ANOTHER LIFE: IN THE AUTUMN the nation starts thinking again, or so we must hope. September produced, at last, a draft towards a national strategy for managing the landscape. This week, a separate report has urged the drafting of a national peatland strategy for the fifth of our landscape in which the whole planet can claim a stake.
In Bogland, a four-year Government-funded project for the Environmental Protection Agency, a team of more than 30 scientists have faced an issue as tangled and tough as the top scraw of heathery bog. Their 150-page report, A Protocol for Sustainable Peatland Management in Ireland with Dr Florence Renou-Wilson of University College Dublin as lead author, offers much original research and strong direction.
At the start of the report, the bogs are “the last great area of wilderness” in Ireland. But soon they are also the “deeply humanised landscape” in which culture, tradition, rural aggro and even the current cost of heating oil all play active (and lately quite turbulent ) parts.
The aggro is all about invasive cutting of bogs protected for their special ecosystems, plants and even microbes – biodiversity, in a word. But the main concern of the Bogland team is something else altogether. “There is no public awareness,” the report concludes flatly, “of the contribution of peat extraction to climate change.” As the bogs’ dead mosses are stacked without decay in deep, anaerobic layers, peat becomes the planet’s most efficient sink for carbon extracted from the atmosphere. The bogs of the State, among the last in Europe, still hold three-quarters of the nation’s soil organic carbon at a time when, as a greenhouse gas, man-made carbon dioxide is causing climate change.
The key to peat’s imprisonment of carbon is the high water table of the bogs; the raised bogs, in particular, are huge bubbles of water. Once cut or damaged, they start releasing carbon dioxide. Today, only the last near-intact Atlantic blanket bogs of western Ireland are soaking up carbon. Across the rest of the island, a “vast and eclectic range” of bogs shredded and degraded by machinery, or even by the thousand cuts of the sléan, are leaking carbon dioxide faster than the last uncut bogs can soak it up.
These carbon dynamics are key to Bogland’s earnest wish to stop the cutting of turf on the least mangled stretches of peatland and restore their activity by “paludiculture”: making the land usable by blocking drains and carrying out general rewetting to encourage the growth of sphagnum moss. All protected bogs should be treated as ace cards, their protection enforced, and their number and range widely extended. Paludiculture and fresh ponds can even stop further carbon leakage from the great tracts of Bord na Móna’s cutaway bogs in the midlands. Bogland found wide public support for creating a national peatlands park on the cutaway. Here too, it suggests, a scatter of tall turbines could use the midlands’ weaker winds profitably.
Both wind farms and paludiculture on industrial cutaway should be encouraged by tax reliefs, and the asset value of peatland conservation gained “via linkage with the European Carbon Trading Scheme”. This might also help atone for the Government’s subsidy of three peat-burning power stations, an activity “contrary to the national interest”, according to Bogland.
Where does this leave the cutting of turf for household use, carried out widely by contractors’ machines and impinging, very often, on habitat-protected bogs? Its total reach is unknown, but stopping it, apparently, might save some 500,000 tonnes of carbon a year. Bogland itself asked the question: “To what extent do global values such as carbon stores override local needs such as turf-cutting?” Its social research with focus groups in Longford and Roscommon found local people quite unaware of the whole peat/carbon issue: a substantial challenge for public education. What did come across was the deep cultural attachment to turf-cutting: “The right to cut is worth more to its owners than the peat itself.”
Domestic turf-cutting is widely accepted as a public good, even as most people approve of peatland protection. But, says the report, “whatever the innocence of their intentions, turbary owners have been responsible for the destruction of many peatlands’ ecological functions and for transformng such ecosystems from carbon sinks to emitters of greenhouse gases. For the rest of society, this should be seen as a significant cost.”
Embattled turbary owners may welcome Bogland’s findings that compensation tied merely to the value of lost peat is unrealistic (a conclusion from substantial research) but resist its preference for the State buying out the turbary rights. The thought that they might gain an income “from a marketable value placed on ‘carbon loss avoidance’ ” could seem, at this point, too conjectural.
Nonetheless, as this report is digested, and new constraints on peat extraction find their way into a national peatland strategy, some sharing with Europe of the costs of bog protection may seem a compelling notion.
You can download the Boglands report at epa.ie.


• [Task instructions]: Read the entries below and pull out each line with the string "data".

• [Information given]:

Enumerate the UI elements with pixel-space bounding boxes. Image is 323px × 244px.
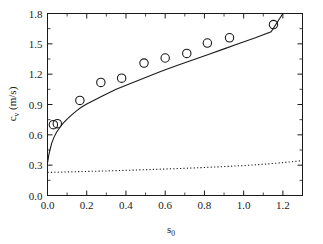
x-tick-label: 1.2 [276, 199, 290, 211]
x-tick-label: 0.8 [198, 199, 212, 211]
x-axis-title: s0 [167, 223, 175, 238]
chart-figure: 0.00.20.40.60.81.01.2 0.00.30.60.91.21.5… [0, 0, 323, 244]
x-tick-label: 0.0 [41, 199, 55, 211]
x-axis-title-subscript: 0 [171, 229, 175, 238]
data-point-marker [140, 59, 148, 67]
chart-canvas: 0.00.20.40.60.81.01.2 0.00.30.60.91.21.5… [0, 0, 323, 244]
y-tick-label: 1.5 [29, 38, 43, 50]
y-axis-title-unit: (m/s) [6, 86, 19, 112]
x-tick-label: 0.4 [119, 199, 133, 211]
y-axis-tick-labels: 0.00.30.60.91.21.51.8 [29, 8, 43, 202]
svg-text:s0: s0 [167, 223, 175, 238]
y-tick-label: 1.8 [29, 8, 43, 20]
data-point-marker [97, 78, 105, 86]
x-tick-label: 0.2 [80, 199, 94, 211]
y-axis-title: cv (m/s) [6, 86, 21, 121]
x-tick-label: 0.6 [158, 199, 172, 211]
y-tick-label: 0.0 [29, 190, 43, 202]
svg-text:cv (m/s): cv (m/s) [6, 86, 21, 121]
y-tick-label: 0.9 [29, 99, 43, 111]
y-tick-label: 0.6 [29, 129, 43, 141]
data-point-marker [203, 39, 211, 47]
x-tick-label: 1.0 [237, 199, 251, 211]
x-axis-tick-labels: 0.00.20.40.60.81.01.2 [41, 199, 290, 211]
data-point-markers [49, 20, 277, 129]
data-point-marker [117, 74, 125, 82]
data-point-marker [76, 96, 84, 104]
data-point-marker [183, 49, 191, 57]
data-point-marker [161, 54, 169, 62]
y-tick-label: 1.2 [29, 68, 43, 80]
model-curve [48, 14, 283, 164]
y-tick-label: 0.3 [29, 159, 43, 171]
reference-curve [48, 161, 303, 173]
data-point-marker [225, 34, 233, 42]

• [Exercise response]:
data-point-marker [140, 59, 148, 67]
data-point-marker [97, 78, 105, 86]
data-point-marker [203, 39, 211, 47]
data-point-markers [49, 20, 277, 129]
data-point-marker [117, 74, 125, 82]
data-point-marker [76, 96, 84, 104]
data-point-marker [183, 49, 191, 57]
data-point-marker [161, 54, 169, 62]
data-point-marker [225, 34, 233, 42]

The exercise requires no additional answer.